Behind the Candelabra
Directed by Steven Soderbergh
HBO Films
NO TV EVENT sparked the summer heat quite like Behind the Candelabra, the HBO biopic about Liberace’s love affair with Scott Thorson, a man more than forty years his junior. (The film was reportedly rejected by the major studios for being “too gay.”) Much of the fanfare involved the casting of Michael Douglas (now 68) as Liberace and Matt Damon as his kept boy.
The movie opens in 1977. For anyone born after that date, as I was, the name Liberace conjures a bygone era of easy listening, Las Vegas, and a gaudy kind of gayness. The name is also something of a dirty word in gay culture because Liberace denied his sexuality right until the bitter end. The pianist died in February 1987, three weeks after being hospitalized in Rancho Mirage, California. His private physician listed his cause of death as congestive heart failure, and his staff went on to claim that he died from “the effects of a watermelon diet.” (In the film, that absurdity is delivered by Dan Akroyd as Seymour Heller, Liberace’s manager of more than 25 years.) But the coroner’s office in Riverside County, in a rare move, rejected the death certificate, and—before Forest Lawn Cemetery could lay Liberace to rest—an autopsy determined that he died of cytomegalovirus pneumonia due to HIV.
Discussion1 Comment
In his review of Behind the Candelabra, Colin Carman claims to be among those born after 1977. That explains his misguided remark about Liberace’s lifelong “dishonesty” about his sexuality. Those of us from the midwest and around long before 1977 remember when being gay was absolutely not an option. We saw people even suspected of being gay publicly and privately ridiculed, fired from their jobs, disowned by families and friends–careers ended. We were conditioned from childhood to believe homosexuals were all perverts or mentally ill or worse. Of course he denied being gay in the British lawsuit. In England as in many places in the US it was not only completely socially unacceptable but also illegal to be gay. You could go to jail or be sent to a mental institution for “treatment”! I was born in that era and was in my 40’s when I carefully and slowly came out. and still at the cost of some family and friends. I conducted myself no differently, but in some cases just knowing made it an issue for some. Mr. Carman needs to check his history books before judging the decisions of intelligent people from a different era.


All of the entries should be written out again exactly.

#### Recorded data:

BEGIN

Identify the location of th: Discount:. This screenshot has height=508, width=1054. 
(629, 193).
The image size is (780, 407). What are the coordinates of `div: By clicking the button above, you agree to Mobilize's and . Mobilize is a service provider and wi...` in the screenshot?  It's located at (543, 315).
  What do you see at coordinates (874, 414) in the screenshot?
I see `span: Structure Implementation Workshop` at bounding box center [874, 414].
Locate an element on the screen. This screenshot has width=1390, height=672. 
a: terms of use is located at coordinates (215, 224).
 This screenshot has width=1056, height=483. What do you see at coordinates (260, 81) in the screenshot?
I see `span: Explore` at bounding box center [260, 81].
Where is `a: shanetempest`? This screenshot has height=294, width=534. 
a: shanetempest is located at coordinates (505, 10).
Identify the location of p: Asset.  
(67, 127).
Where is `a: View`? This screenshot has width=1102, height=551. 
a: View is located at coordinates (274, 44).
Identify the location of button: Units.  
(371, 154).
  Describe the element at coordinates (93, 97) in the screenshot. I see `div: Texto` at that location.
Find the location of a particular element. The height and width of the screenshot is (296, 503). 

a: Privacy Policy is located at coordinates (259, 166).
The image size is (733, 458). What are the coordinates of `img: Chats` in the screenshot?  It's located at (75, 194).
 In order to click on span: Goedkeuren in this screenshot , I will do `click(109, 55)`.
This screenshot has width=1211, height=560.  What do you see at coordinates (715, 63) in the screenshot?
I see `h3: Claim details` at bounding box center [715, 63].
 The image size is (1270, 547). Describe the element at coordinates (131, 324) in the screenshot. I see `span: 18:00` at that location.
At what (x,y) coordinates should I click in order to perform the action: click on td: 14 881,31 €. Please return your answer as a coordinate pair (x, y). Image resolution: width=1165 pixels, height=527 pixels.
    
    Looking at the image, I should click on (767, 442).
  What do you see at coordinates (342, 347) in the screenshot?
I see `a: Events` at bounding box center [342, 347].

END

#### Finished exercise:
Identify the location of th: Discount:. This screenshot has height=508, width=1054. 
(629, 193).
The image size is (780, 407). What are the coordinates of `div: By clicking the button above, you agree to Mobilize's and . Mobilize is a service provider and wi...` in the screenshot?  It's located at (543, 315).
  What do you see at coordinates (874, 414) in the screenshot?
I see `span: Structure Implementation Workshop` at bounding box center [874, 414].
Locate an element on the screen. This screenshot has width=1390, height=672. 
a: terms of use is located at coordinates (215, 224).
 This screenshot has width=1056, height=483. What do you see at coordinates (260, 81) in the screenshot?
I see `span: Explore` at bounding box center [260, 81].
Where is `a: shanetempest`? This screenshot has height=294, width=534. 
a: shanetempest is located at coordinates (505, 10).
Identify the location of p: Asset.  
(67, 127).
Where is `a: View`? This screenshot has width=1102, height=551. 
a: View is located at coordinates (274, 44).
Identify the location of button: Units.  
(371, 154).
  Describe the element at coordinates (93, 97) in the screenshot. I see `div: Texto` at that location.
Find the location of a particular element. The height and width of the screenshot is (296, 503). 

a: Privacy Policy is located at coordinates (259, 166).
The image size is (733, 458). What are the coordinates of `img: Chats` in the screenshot?  It's located at (75, 194).
 In order to click on span: Goedkeuren in this screenshot , I will do `click(109, 55)`.
This screenshot has width=1211, height=560.  What do you see at coordinates (715, 63) in the screenshot?
I see `h3: Claim details` at bounding box center [715, 63].
 The image size is (1270, 547). Describe the element at coordinates (131, 324) in the screenshot. I see `span: 18:00` at that location.
At what (x,y) coordinates should I click in order to perform the action: click on td: 14 881,31 €. Please return your answer as a coordinate pair (x, y). Image resolution: width=1165 pixels, height=527 pixels.
    
    Looking at the image, I should click on (767, 442).
  What do you see at coordinates (342, 347) in the screenshot?
I see `a: Events` at bounding box center [342, 347].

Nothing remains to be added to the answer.